JJL: No, I haven’t. People put so little nudity in movies now. We’ve become more uptight as a culture. You can’t even say ‘abortion’ in a movie anymore. It’s insane.
WL: Have you ever wanted to look different?
JJL: I’d like to be taller. I’m five foot three. But otherwise I’m pretty happy. I feel pressure if I have to go to Hollywood type events where you know that you’re going to be judged. It looks terrible if you’re tense. You get that crazy-eyed look and that awful smile.
WL: Are you less vain in front of the camera than you are in real life?
JJL: Except when I’m getting my passport photo taken. In real life I rarely wear make-up and on set I’m not at all vain because I’ve got great people taking care of me. But yesterday trying to get my passport photos there was this horrid lighting. I must have done it five times. The woman was just laughing at me. This is something that I’m going to have to live with for 10 years. I couldn’t say I was happy with the one I left with but I just felt too bad to keep going with this woman.
WL: Is it true that you used to take parts if the character smoked?

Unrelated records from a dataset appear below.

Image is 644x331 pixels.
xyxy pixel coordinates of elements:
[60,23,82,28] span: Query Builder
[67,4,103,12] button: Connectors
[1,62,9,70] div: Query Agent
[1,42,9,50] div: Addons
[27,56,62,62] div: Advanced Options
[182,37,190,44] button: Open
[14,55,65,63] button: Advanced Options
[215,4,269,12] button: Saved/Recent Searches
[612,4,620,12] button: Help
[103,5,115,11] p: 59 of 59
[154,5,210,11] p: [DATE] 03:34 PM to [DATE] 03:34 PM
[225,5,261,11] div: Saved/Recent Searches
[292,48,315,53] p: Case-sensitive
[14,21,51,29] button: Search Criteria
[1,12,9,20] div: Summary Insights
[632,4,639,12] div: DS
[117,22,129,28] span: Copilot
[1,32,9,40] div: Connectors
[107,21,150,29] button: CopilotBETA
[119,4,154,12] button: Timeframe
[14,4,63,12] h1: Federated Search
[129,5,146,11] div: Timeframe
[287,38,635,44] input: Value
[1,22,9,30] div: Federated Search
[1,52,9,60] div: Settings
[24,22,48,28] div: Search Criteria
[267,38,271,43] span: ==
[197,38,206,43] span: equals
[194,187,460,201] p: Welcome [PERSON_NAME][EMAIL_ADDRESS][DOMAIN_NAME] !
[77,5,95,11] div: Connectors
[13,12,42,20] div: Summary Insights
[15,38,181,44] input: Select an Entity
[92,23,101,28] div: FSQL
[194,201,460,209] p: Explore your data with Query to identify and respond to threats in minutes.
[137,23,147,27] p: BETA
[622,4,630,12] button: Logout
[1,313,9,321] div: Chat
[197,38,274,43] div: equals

JJL: I did or I used to make the character smoke. I gave up after The Machinist, which was one of those jobs where I go to another city and smoke my brains out. If I have one cigarette I’m up to a pack a day in less than a week. I get very addicted and you just can’t smoke here any more.
WL: What do you like to do when you’re not working?

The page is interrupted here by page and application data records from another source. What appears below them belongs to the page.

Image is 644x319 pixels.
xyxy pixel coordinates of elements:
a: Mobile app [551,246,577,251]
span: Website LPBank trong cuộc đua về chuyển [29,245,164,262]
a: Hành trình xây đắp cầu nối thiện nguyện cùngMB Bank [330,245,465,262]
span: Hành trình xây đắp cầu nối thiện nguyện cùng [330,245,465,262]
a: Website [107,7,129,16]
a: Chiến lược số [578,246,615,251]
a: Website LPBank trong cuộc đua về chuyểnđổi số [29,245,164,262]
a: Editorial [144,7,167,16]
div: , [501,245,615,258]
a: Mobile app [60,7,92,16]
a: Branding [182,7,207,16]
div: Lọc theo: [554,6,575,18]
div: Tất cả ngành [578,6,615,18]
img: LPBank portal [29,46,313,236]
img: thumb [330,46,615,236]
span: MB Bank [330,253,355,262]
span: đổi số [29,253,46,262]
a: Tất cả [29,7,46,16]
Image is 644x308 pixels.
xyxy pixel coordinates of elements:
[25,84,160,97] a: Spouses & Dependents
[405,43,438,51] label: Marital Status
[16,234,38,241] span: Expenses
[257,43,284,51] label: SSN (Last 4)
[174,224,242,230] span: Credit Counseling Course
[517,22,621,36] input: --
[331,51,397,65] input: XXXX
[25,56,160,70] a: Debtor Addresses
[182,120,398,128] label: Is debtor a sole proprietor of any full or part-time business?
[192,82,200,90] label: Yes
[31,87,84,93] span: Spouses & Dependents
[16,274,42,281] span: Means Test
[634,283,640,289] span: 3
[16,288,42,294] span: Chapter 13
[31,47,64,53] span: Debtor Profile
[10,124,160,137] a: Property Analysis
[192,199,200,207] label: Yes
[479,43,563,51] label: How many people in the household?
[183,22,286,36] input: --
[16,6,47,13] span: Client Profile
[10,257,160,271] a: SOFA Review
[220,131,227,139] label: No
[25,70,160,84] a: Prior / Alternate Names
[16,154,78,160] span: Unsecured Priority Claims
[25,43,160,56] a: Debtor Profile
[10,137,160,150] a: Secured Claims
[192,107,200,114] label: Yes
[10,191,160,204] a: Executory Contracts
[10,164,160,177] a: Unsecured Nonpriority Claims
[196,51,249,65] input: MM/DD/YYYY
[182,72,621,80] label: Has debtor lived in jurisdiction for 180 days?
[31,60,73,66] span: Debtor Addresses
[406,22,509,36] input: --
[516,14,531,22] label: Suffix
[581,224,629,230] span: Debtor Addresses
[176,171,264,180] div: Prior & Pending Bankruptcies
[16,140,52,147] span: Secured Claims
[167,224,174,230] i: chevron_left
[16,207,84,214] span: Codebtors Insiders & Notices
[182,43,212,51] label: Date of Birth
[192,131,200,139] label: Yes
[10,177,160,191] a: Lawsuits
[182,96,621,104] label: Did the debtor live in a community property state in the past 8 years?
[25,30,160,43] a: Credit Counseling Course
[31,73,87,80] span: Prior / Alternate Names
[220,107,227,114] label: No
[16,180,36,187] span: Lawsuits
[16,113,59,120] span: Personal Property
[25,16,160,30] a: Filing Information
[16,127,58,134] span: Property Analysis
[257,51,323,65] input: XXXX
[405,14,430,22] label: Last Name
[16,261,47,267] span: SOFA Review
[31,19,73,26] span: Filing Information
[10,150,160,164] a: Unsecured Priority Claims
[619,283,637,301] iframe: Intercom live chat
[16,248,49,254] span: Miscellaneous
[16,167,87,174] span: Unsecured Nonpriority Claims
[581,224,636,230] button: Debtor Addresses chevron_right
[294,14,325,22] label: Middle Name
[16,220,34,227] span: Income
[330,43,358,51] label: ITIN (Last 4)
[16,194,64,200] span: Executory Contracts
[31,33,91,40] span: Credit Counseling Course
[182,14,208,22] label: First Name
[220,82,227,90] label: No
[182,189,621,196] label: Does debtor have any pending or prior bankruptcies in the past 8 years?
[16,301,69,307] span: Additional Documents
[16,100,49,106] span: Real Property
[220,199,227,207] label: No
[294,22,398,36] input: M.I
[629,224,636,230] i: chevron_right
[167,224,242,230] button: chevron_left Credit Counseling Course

JJL: I like to read and swim and play with my new dog and hang out with my husband. I cook a lot. I like to make soufflés. You can make them with absolutely anything but I make savoury soufflés. As long as you’ve got some good cheese in the fridge you can put anything else in there with it. You just need eggs. The secret is not to over fold the egg whites.
WL: Did your husband make you audition for the part in Margot At The Wedding?
JJL: Yes, eight or nine times, bastard! No, I’m joking, I knew I was going to play Pauline when he was writing it.
WL: Where did you meet?
JJL: At a play. We both went to see Neil LaBute’s The Shape Of Things the same night.
WL: Was it love at first sight?
JJL:It was for me.
If you really get inside the character, when you come back to yourself you realise you’re not lonely and you’re not depressed.
WL: There’s a great moment in Margot where you tell Kidman that she should take being called a celebrity as a compliment.. Do you think it is a derogatory term?
JJL: It depends how it is said and who is saying it. If someone calls me a celebrity, I don’t feel afflicted by it. But celebrity can be very unappealing.
WL: It can overshadow the work?
JJL: It can overshadow your life.
WL: You avoid that world very well. Do you think growing up in the industry, your mother a screenwriter, your stepfather a TV director, helped you deal with that?
JJL: It took some of the glossiness off.
WL: What advice would you give the 14-year-old Jennifer Jason Leigh on the set of The Young Runaways?
JJL: I hope you haven’t seen that. I barely remember it. I’m sure it’s terrible. I recall having a kind of quasi-English accent but I have no idea why. I had never done anything before and the camera looked so enormous so my eye kept going to it and they’d tell me not to look into the camera. I was scared out of my mind but part of my personality is never to admit that I’m scared... So I think my advice would be to tell myself not to try so hard to be good.
WL: What sort of a teenager were you?
JJL: I was very opinionated. When I started driving I was going to a public school and ditching class a lot to see all sorts of movies like Apocalypse Now, The Deerhunter and Christiane F.
WL: What’s your earliest memory?
JJL: Trying to get my own cereal when I was about two years old. I liked getting up early. But the glass milk bottle shattered on the ground. Then the whole plan of being independent and not bothering my parents backfired. I didn’t want to wake them up but I was crying because I’d cut my thumb. So I just stood outside their bedroom wailing until they got up. I still cry over spilt milk. But I like to get up a little later now.
Margot At The Wedding is released next February.